We can see that it’s solved by the fact that AI models continue to get better despite an increasing amount of AI-generated data being present in the world that training data is being drawn from.
Even if it logically followed that model improvement means model collapse is a solved problem, which it absolutely doesn’t, even the premise that models are improving to a significant degree is up for debate.
Massive Multitask Language Understanding (MMLU) benchmark vs time 07-2023 to 01-2026
A lot of people really want to believe that AI is going to just “go away” somehow, and this notion of model collapse is a convenient way to support that belief
Model collapse may for some people be an argument used to support a hope that AI will go away, but the reality of that hope does not alter the validity of the model collapse problem.

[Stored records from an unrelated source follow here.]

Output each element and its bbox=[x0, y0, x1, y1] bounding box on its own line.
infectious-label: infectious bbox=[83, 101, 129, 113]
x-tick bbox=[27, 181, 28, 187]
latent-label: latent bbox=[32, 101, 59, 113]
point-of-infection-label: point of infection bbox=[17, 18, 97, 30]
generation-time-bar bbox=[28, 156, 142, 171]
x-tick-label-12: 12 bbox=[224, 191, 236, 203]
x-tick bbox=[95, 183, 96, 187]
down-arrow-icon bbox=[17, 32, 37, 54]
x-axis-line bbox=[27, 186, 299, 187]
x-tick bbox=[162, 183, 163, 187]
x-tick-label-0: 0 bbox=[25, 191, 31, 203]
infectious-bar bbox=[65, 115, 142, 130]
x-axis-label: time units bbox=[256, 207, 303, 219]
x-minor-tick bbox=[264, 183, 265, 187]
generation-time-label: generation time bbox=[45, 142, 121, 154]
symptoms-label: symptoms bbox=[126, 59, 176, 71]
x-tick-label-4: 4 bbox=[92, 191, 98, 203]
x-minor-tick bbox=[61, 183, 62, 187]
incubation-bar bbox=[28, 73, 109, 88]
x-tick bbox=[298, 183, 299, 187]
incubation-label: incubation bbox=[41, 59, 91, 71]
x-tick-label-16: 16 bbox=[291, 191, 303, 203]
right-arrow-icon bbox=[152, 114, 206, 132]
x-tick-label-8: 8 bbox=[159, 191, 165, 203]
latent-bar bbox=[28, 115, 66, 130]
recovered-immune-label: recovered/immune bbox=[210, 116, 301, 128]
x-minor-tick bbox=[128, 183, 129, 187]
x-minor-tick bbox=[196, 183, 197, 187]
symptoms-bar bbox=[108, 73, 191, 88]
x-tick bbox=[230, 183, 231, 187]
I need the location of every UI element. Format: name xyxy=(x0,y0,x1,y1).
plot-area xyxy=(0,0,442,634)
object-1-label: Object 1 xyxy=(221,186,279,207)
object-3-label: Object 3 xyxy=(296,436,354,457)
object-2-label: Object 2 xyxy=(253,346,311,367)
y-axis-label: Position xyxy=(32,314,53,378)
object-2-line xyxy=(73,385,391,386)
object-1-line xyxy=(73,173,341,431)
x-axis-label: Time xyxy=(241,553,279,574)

You can tell it’s not a solved problem because researchers are still trying to quantify the risk and severity of collapse - as you can see even just from the abstracts in the links I provided.
Some choice excerpts from the abstracts, for those who don’t want to click the links:
Our results show that even the smallest fraction of synthetic data (e.g., as little as 1% of the total training dataset) can still lead to model collapse
…we establish … that collapse can be avoided even as the fraction of real data vanishes. On the other hand, we prove that some assumptions … are indeed necessary: Without them, model collapse can occur arbitrarily quickly, even when the original data is still present in the training set.


Link is to a shit pdf on a proton drive. It’s a basic description of the Google auction house. The prices they list are largely driven by the bids advertisers place, but that’s not to say Google doesn’t charge a bigger minimum for different demographic segments, they very much do. As does Facebook etc.
For example, one reason that parents are worth less is because of the products they listed. Diapers cost less than business lawyers, so the margins are much slimmer, so advertisers aren’t going to bid as much for an ad placement.
It does miss one thing that is, in my opinion, one of the more revolting aspects of their auction house. As a bidder your dollar is worth less than a big company’s dollar, even as little as one tenth. You could bid a million dollars on an ad space that Apple only bid $100001 on and you’d lose. That gap is dynamically calculated (at least in part) based on comparative search rankings.